Dear Friends,
Two weeks ago, we
talked about the disciples “learning to recognize the Risen One who did not look
just as He did before His death.” Another
theme found in these post –Easter season is transition: the followers of
Christ were learning to live out their discipleship in new and untried ways,
without his obvious presence.
They had come to understand themselves as disciples of Christ, but now what did it mean?
Where would their direction come from? How would they work through next steps
without Him? Of course, they were not without Him, but they had to come to that
realization, as we do. He is with us through our life -movements.
Just as you and I need to learn to recognize the Risen One
in our daily lives, we need to see Him in the transitions that fill our lives
and challenge us.
A transition may be a passage to a new living place, a
marriage, or reception into a religious order. The death of a parent, sibling,
friend marks a transition for us as well
as for them. We transition to jobs, and way of thinking and acting. We accept
new values and walk away from prior values.
I got kicked out of kindergarten less than a month after starting school and was sent “on probation “ to first grade. It was painful. I cried every day for weeks because I wanted to play and now I had to work. Later, I came to realize that I was in transition when the people around me were not. That’s hard, isn’t it?
Throughout our lives, change happens. In airplanes, shift
happens in the overhead bins. With care, we open them to retrieve our luggage,
but then that’s over. Not all changes are transitions, i.e. life altering.
Transition may mean changing patterns. Sometimes, our transitions
are sequential, sometimes they are simultaneous. We move from orientation to disorientation to
reorientation. In this, we are not
different from other people who don’t allow themselves to stand still.
Throughout
His ministry, Jesus accepted moments of transition.
He found them at Cana, when He accepted His mother’s call and turned water into wine, with the Syro-Phoenician woman, when he
ministered to a Gentile, and in the
Garden of Gethsemane, when he prayed “Let this cup pass me by, but not as I
will.” Our way to life-giving transition becomes enriched, ennobled, when we study Jesus, and when we drink deeply
of his lessons:
Love God , know that I am loved, speak the truth in love, be faithful, be open, seek first the reign of God, feed them yourselves, embrace the cross/the grave/new life.
And let’s
not forget to study the transitions of His followers after the Resurrection.
They spent time deepening who they had become, they remained in prayer
before Pentecost, and then they went
into the whole world to set it on fire with God’s love.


Give back the full data, retyped precisely.

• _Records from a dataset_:
++++++++

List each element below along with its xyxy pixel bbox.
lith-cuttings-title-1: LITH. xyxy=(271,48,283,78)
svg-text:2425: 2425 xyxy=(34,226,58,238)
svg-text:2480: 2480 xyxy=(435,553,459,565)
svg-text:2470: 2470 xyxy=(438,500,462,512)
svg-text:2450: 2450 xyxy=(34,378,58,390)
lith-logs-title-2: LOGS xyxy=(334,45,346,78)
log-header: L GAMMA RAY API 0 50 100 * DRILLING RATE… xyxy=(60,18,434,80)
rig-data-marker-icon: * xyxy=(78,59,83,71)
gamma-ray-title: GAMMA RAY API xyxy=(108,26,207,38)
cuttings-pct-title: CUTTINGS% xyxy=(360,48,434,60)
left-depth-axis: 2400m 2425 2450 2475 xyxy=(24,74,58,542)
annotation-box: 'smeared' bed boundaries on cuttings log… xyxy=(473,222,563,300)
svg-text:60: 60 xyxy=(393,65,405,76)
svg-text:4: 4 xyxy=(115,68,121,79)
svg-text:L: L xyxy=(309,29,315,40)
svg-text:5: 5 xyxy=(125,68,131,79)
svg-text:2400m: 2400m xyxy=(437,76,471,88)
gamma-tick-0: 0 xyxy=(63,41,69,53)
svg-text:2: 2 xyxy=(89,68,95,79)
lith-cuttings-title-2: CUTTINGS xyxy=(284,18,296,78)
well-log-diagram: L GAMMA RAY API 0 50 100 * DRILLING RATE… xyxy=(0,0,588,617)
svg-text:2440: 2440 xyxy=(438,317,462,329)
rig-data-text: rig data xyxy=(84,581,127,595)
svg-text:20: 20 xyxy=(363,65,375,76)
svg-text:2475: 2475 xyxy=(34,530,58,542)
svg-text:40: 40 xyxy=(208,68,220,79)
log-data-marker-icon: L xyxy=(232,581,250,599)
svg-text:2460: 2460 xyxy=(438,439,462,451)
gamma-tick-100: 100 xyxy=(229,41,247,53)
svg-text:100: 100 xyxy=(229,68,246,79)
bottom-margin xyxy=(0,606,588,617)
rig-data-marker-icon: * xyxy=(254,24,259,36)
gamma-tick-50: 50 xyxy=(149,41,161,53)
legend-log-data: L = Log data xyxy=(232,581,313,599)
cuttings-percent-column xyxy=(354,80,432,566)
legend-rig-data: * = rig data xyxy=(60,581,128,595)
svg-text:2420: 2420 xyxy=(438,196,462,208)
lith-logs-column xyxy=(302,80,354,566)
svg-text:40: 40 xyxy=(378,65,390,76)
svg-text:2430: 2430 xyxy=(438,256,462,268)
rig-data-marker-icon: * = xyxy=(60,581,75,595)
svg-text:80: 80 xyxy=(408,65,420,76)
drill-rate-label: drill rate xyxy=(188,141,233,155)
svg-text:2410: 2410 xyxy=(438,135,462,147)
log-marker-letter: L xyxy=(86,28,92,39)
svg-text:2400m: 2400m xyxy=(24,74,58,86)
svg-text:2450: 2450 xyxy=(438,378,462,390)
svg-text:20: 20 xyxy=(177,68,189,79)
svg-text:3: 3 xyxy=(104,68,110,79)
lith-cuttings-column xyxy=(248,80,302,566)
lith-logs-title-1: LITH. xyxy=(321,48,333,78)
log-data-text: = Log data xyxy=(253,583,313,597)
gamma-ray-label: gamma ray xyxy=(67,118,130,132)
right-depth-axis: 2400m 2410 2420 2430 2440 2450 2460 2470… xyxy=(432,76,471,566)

++++++++

• _RESULT OF THE EXERCISE_:
List each element below along with its xyxy pixel bbox.
lith-cuttings-title-1: LITH. xyxy=(271,48,283,78)
svg-text:2425: 2425 xyxy=(34,226,58,238)
svg-text:2480: 2480 xyxy=(435,553,459,565)
svg-text:2470: 2470 xyxy=(438,500,462,512)
svg-text:2450: 2450 xyxy=(34,378,58,390)
lith-logs-title-2: LOGS xyxy=(334,45,346,78)
log-header: L GAMMA RAY API 0 50 100 * DRILLING RATE… xyxy=(60,18,434,80)
rig-data-marker-icon: * xyxy=(78,59,83,71)
gamma-ray-title: GAMMA RAY API xyxy=(108,26,207,38)
cuttings-pct-title: CUTTINGS% xyxy=(360,48,434,60)
left-depth-axis: 2400m 2425 2450 2475 xyxy=(24,74,58,542)
annotation-box: 'smeared' bed boundaries on cuttings log… xyxy=(473,222,563,300)
svg-text:60: 60 xyxy=(393,65,405,76)
svg-text:4: 4 xyxy=(115,68,121,79)
svg-text:L: L xyxy=(309,29,315,40)
svg-text:5: 5 xyxy=(125,68,131,79)
svg-text:2400m: 2400m xyxy=(437,76,471,88)
gamma-tick-0: 0 xyxy=(63,41,69,53)
svg-text:2: 2 xyxy=(89,68,95,79)
lith-cuttings-title-2: CUTTINGS xyxy=(284,18,296,78)
well-log-diagram: L GAMMA RAY API 0 50 100 * DRILLING RATE… xyxy=(0,0,588,617)
svg-text:2440: 2440 xyxy=(438,317,462,329)
rig-data-text: rig data xyxy=(84,581,127,595)
svg-text:20: 20 xyxy=(363,65,375,76)
svg-text:2475: 2475 xyxy=(34,530,58,542)
svg-text:40: 40 xyxy=(208,68,220,79)
log-data-marker-icon: L xyxy=(232,581,250,599)
svg-text:2460: 2460 xyxy=(438,439,462,451)
gamma-tick-100: 100 xyxy=(229,41,247,53)
svg-text:100: 100 xyxy=(229,68,246,79)
bottom-margin xyxy=(0,606,588,617)
rig-data-marker-icon: * xyxy=(254,24,259,36)
gamma-tick-50: 50 xyxy=(149,41,161,53)
legend-log-data: L = Log data xyxy=(232,581,313,599)
cuttings-percent-column xyxy=(354,80,432,566)
legend-rig-data: * = rig data xyxy=(60,581,128,595)
svg-text:2420: 2420 xyxy=(438,196,462,208)
lith-logs-column xyxy=(302,80,354,566)
svg-text:40: 40 xyxy=(378,65,390,76)
svg-text:2430: 2430 xyxy=(438,256,462,268)
rig-data-marker-icon: * = xyxy=(60,581,75,595)
svg-text:80: 80 xyxy=(408,65,420,76)
drill-rate-label: drill rate xyxy=(188,141,233,155)
svg-text:2410: 2410 xyxy=(438,135,462,147)
log-marker-letter: L xyxy=(86,28,92,39)
svg-text:2400m: 2400m xyxy=(24,74,58,86)
svg-text:2450: 2450 xyxy=(438,378,462,390)
svg-text:20: 20 xyxy=(177,68,189,79)
svg-text:3: 3 xyxy=(104,68,110,79)
lith-cuttings-column xyxy=(248,80,302,566)
lith-logs-title-1: LITH. xyxy=(321,48,333,78)
log-data-text: = Log data xyxy=(253,583,313,597)
gamma-ray-label: gamma ray xyxy=(67,118,130,132)
right-depth-axis: 2400m 2410 2420 2430 2440 2450 2460 2470… xyxy=(432,76,471,566)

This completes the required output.